Rob Price
Gutbrain Records
rob + gutbrain.com = email


2017 March 27 • Monday

Our 458th Soundtrack of the Week is Quincy Jones's music for this light romance in which Dustin Hoffman and Mia Farrow play proto-hipsters in late-1960s Manhattan, John and Mary.

Pretty much nothing happens in this movie. Some conversation, some location footage of New York City. I liked it. It's incredibly slight and unimportant and that's what makes it so good. Sometimes you need a break from horror and tragedy and angst and saving the world and all that kind of crap.

There isn't much music on the soundtrack album. A few tracks of classical music, which I think plays on Hoffman's stereo in the movie.

Then there are four different versions of a lovely song in 6/8 called "Maybe Tomorrow". One of them is an instrumental identified as the main title so I wonder if that was going to be the name of the movie at some point.

Things get pretty funky and nasty in the best way for "Bump in the Night". This is the track where you can hear some producer saying, "Get me Quincy Jones!"

There's a track of sterotypical silent movie-type music called "Silent Movie". It takes the energetic piano playing and adorns it with fuzz guitar and a bunch of other instruments.

Then there's a song called "Lost in Space", sung by Jeff Bridges. I didn't know he'd done this kind of thing way back then. It's really a great song with great lyrics that I think Bridges wrote. Maybe he wrote the whole song and this is Jones's arrangement. Whatever the case, it's the highlight of the album.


> **PROBLEM DETAILS**:
Only the text of the records, copied exactly, is wanted; no pictures.

[Saved entries]
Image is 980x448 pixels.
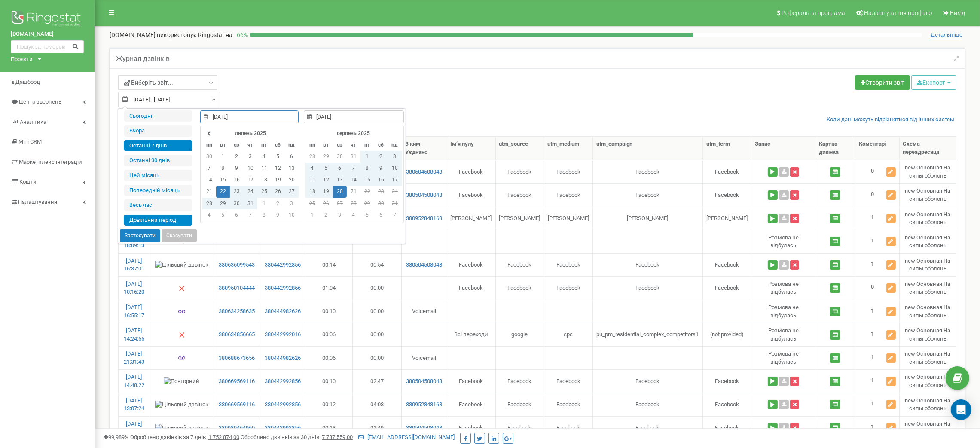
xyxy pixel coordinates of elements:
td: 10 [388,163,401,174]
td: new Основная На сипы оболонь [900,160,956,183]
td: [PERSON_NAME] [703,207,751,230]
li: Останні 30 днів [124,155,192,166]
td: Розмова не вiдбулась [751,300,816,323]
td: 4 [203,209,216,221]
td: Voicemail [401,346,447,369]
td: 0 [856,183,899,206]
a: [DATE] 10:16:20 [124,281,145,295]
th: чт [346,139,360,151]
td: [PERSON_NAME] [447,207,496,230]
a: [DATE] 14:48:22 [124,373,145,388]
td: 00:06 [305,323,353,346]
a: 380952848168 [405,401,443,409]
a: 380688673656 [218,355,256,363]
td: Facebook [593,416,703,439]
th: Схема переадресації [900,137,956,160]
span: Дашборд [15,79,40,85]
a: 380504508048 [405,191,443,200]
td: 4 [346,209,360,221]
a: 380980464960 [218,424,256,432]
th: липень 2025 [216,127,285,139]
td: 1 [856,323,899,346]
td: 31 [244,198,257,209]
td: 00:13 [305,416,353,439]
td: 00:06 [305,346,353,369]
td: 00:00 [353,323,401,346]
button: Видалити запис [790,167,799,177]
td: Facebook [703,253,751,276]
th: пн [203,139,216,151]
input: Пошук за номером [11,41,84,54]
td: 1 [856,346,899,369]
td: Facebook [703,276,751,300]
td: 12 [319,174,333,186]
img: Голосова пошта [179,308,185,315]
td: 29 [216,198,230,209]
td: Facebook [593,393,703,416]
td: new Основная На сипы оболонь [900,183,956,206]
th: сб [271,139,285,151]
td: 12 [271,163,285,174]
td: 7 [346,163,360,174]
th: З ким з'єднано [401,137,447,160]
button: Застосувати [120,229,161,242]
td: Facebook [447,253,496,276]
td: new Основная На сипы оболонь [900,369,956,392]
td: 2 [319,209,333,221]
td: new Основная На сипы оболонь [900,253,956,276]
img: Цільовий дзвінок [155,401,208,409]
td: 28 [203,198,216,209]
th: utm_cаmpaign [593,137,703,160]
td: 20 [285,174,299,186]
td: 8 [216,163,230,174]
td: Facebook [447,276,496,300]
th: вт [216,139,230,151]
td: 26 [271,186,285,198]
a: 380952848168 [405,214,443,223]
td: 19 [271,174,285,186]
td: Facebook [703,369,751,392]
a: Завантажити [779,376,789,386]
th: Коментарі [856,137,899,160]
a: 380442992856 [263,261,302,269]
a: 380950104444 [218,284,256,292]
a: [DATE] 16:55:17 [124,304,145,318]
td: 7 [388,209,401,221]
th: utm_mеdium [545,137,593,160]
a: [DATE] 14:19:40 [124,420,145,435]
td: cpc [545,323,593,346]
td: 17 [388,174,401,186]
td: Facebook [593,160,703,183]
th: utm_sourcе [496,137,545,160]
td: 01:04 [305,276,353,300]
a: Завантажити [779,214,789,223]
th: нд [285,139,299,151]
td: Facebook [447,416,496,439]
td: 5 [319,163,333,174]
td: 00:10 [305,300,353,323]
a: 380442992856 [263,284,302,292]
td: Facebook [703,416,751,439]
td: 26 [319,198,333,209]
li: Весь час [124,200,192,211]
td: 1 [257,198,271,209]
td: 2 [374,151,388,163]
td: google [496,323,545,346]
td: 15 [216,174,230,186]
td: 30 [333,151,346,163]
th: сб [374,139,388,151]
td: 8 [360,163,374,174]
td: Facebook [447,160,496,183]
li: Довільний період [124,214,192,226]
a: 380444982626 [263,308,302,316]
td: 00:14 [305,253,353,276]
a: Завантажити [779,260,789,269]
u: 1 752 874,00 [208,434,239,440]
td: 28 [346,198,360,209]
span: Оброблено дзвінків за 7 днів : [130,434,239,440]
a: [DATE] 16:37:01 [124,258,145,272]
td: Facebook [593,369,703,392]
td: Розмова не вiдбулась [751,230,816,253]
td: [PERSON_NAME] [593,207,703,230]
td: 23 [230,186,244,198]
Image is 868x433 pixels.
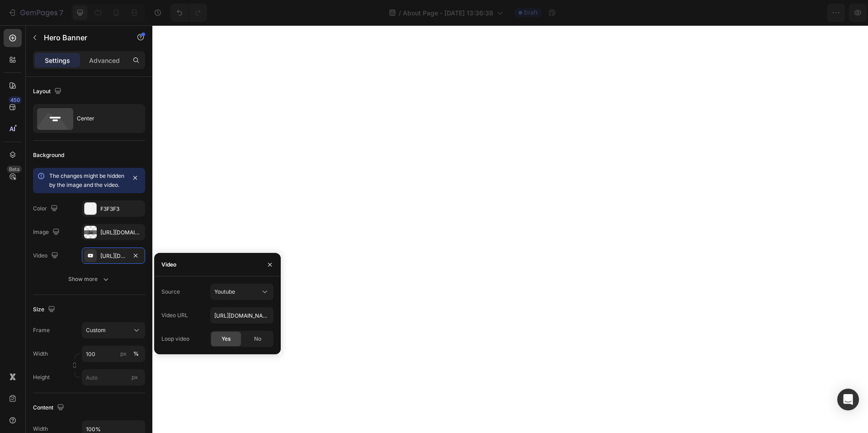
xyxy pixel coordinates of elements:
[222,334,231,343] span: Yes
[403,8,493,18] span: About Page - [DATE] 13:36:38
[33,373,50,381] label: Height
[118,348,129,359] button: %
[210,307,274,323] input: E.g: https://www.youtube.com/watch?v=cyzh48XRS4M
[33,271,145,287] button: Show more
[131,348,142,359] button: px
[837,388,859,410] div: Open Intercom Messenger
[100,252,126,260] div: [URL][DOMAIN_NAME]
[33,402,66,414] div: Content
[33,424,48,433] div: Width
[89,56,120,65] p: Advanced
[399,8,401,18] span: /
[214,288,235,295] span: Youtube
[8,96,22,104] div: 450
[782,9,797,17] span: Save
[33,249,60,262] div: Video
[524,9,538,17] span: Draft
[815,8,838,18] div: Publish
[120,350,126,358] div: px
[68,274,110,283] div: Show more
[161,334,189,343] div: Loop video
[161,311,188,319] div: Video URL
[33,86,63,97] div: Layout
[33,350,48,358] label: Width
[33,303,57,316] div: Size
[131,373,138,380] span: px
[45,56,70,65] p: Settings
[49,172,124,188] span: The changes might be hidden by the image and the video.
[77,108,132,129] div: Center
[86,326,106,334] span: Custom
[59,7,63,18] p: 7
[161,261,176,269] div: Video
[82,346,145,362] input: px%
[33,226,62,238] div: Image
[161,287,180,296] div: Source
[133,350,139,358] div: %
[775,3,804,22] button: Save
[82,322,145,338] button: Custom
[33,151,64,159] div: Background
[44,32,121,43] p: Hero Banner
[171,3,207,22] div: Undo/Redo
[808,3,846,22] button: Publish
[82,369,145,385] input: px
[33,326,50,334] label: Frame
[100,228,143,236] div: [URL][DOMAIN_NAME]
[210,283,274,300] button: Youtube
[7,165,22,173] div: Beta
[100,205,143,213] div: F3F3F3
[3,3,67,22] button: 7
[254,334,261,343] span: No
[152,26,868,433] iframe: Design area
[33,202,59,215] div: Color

> **TASK ANSWER**:
Image is 980x448 pixels.
xyxy pixel coordinates of elements:
td: 10 [388,163,401,174]
td: new Основная На сипы оболонь [900,160,956,183]
td: [PERSON_NAME] [703,207,751,230]
li: Останні 30 днів [124,155,192,166]
td: Розмова не вiдбулась [751,300,816,323]
td: 4 [203,209,216,221]
td: Voicemail [401,346,447,369]
td: 0 [856,183,899,206]
a: [DATE] 10:16:20 [124,281,145,295]
th: чт [346,139,360,151]
td: [PERSON_NAME] [447,207,496,230]
a: [DATE] 14:48:22 [124,373,145,388]
td: 00:06 [305,323,353,346]
a: 380952848168 [405,401,443,409]
a: 380688673656 [218,355,256,363]
td: Facebook [593,416,703,439]
th: Схема переадресації [900,137,956,160]
span: Дашборд [15,79,40,85]
a: 380504508048 [405,191,443,200]
td: 4 [346,209,360,221]
a: 380980464960 [218,424,256,432]
th: липень 2025 [216,127,285,139]
td: 1 [856,323,899,346]
td: 31 [244,198,257,209]
td: 00:13 [305,416,353,439]
td: 00:06 [305,346,353,369]
td: 00:00 [353,323,401,346]
button: Видалити запис [790,167,799,177]
td: Facebook [703,253,751,276]
th: пн [203,139,216,151]
input: Пошук за номером [11,41,84,54]
td: 1 [856,346,899,369]
td: Facebook [703,276,751,300]
td: 12 [319,174,333,186]
img: Голосова пошта [179,308,185,315]
td: 29 [216,198,230,209]
td: Facebook [593,393,703,416]
td: new Основная На сипы оболонь [900,183,956,206]
th: сб [271,139,285,151]
td: 12 [271,163,285,174]
td: 7 [346,163,360,174]
th: З ким з'єднано [401,137,447,160]
button: Застосувати [120,229,161,242]
td: Facebook [447,253,496,276]
td: new Основная На сипы оболонь [900,369,956,392]
td: 2 [319,209,333,221]
td: new Основная На сипы оболонь [900,253,956,276]
img: Цільовий дзвінок [155,401,208,409]
td: 28 [203,198,216,209]
th: utm_cаmpaign [593,137,703,160]
td: 20 [285,174,299,186]
td: 8 [216,163,230,174]
td: Facebook [447,276,496,300]
th: вт [216,139,230,151]
td: 26 [271,186,285,198]
a: 380952848168 [405,214,443,223]
td: 19 [271,174,285,186]
td: Facebook [703,369,751,392]
a: Завантажити [779,376,789,386]
th: Коментарі [856,137,899,160]
a: 380442992856 [263,261,302,269]
a: 380950104444 [218,284,256,292]
a: [DATE] 16:55:17 [124,304,145,318]
td: 7 [388,209,401,221]
th: utm_mеdium [545,137,593,160]
a: [DATE] 14:19:40 [124,420,145,435]
td: cpc [545,323,593,346]
td: 17 [388,174,401,186]
td: Facebook [593,160,703,183]
th: utm_sourcе [496,137,545,160]
td: 01:04 [305,276,353,300]
a: Завантажити [779,214,789,223]
th: нд [285,139,299,151]
td: Facebook [447,416,496,439]
td: 5 [319,163,333,174]
td: 00:10 [305,300,353,323]
a: 380442992856 [263,284,302,292]
td: Facebook [703,416,751,439]
td: 26 [319,198,333,209]
li: Весь час [124,200,192,211]
td: 1 [257,198,271,209]
td: 2 [374,151,388,163]
td: google [496,323,545,346]
td: 15 [216,174,230,186]
td: 30 [333,151,346,163]
th: сб [374,139,388,151]
td: 8 [360,163,374,174]
td: Facebook [447,160,496,183]
li: Довільний період [124,214,192,226]
a: 380444982626 [263,308,302,316]
td: 00:14 [305,253,353,276]
a: Завантажити [779,260,789,269]
u: 1 752 874,00 [208,434,239,440]
td: 28 [346,198,360,209]
span: Оброблено дзвінків за 7 днів : [130,434,239,440]
a: [DATE] 16:37:01 [124,258,145,272]
td: Facebook [593,369,703,392]
td: Розмова не вiдбулась [751,230,816,253]
td: [PERSON_NAME] [593,207,703,230]
td: 23 [230,186,244,198]
Image is 868x433 pixels.
xyxy pixel coordinates of elements:
[222,334,231,343] span: Yes
[403,8,493,18] span: About Page - [DATE] 13:36:38
[33,373,50,381] label: Height
[118,348,129,359] button: %
[210,307,274,323] input: E.g: https://www.youtube.com/watch?v=cyzh48XRS4M
[33,271,145,287] button: Show more
[131,348,142,359] button: px
[837,388,859,410] div: Open Intercom Messenger
[100,252,126,260] div: [URL][DOMAIN_NAME]
[33,402,66,414] div: Content
[33,424,48,433] div: Width
[89,56,120,65] p: Advanced
[399,8,401,18] span: /
[214,288,235,295] span: Youtube
[8,96,22,104] div: 450
[782,9,797,17] span: Save
[33,249,60,262] div: Video
[524,9,538,17] span: Draft
[815,8,838,18] div: Publish
[120,350,126,358] div: px
[68,274,110,283] div: Show more
[161,334,189,343] div: Loop video
[161,311,188,319] div: Video URL
[33,86,63,97] div: Layout
[33,350,48,358] label: Width
[33,303,57,316] div: Size
[131,373,138,380] span: px
[45,56,70,65] p: Settings
[49,172,124,188] span: The changes might be hidden by the image and the video.
[77,108,132,129] div: Center
[86,326,106,334] span: Custom
[59,7,63,18] p: 7
[161,261,176,269] div: Video
[82,346,145,362] input: px%
[33,226,62,238] div: Image
[161,287,180,296] div: Source
[133,350,139,358] div: %
[775,3,804,22] button: Save
[82,322,145,338] button: Custom
[33,151,64,159] div: Background
[44,32,121,43] p: Hero Banner
[171,3,207,22] div: Undo/Redo
[808,3,846,22] button: Publish
[82,369,145,385] input: px
[33,326,50,334] label: Frame
[100,228,143,236] div: [URL][DOMAIN_NAME]
[210,283,274,300] button: Youtube
[7,165,22,173] div: Beta
[100,205,143,213] div: F3F3F3
[3,3,67,22] button: 7
[254,334,261,343] span: No
[152,26,868,433] iframe: Design area
[33,202,59,215] div: Color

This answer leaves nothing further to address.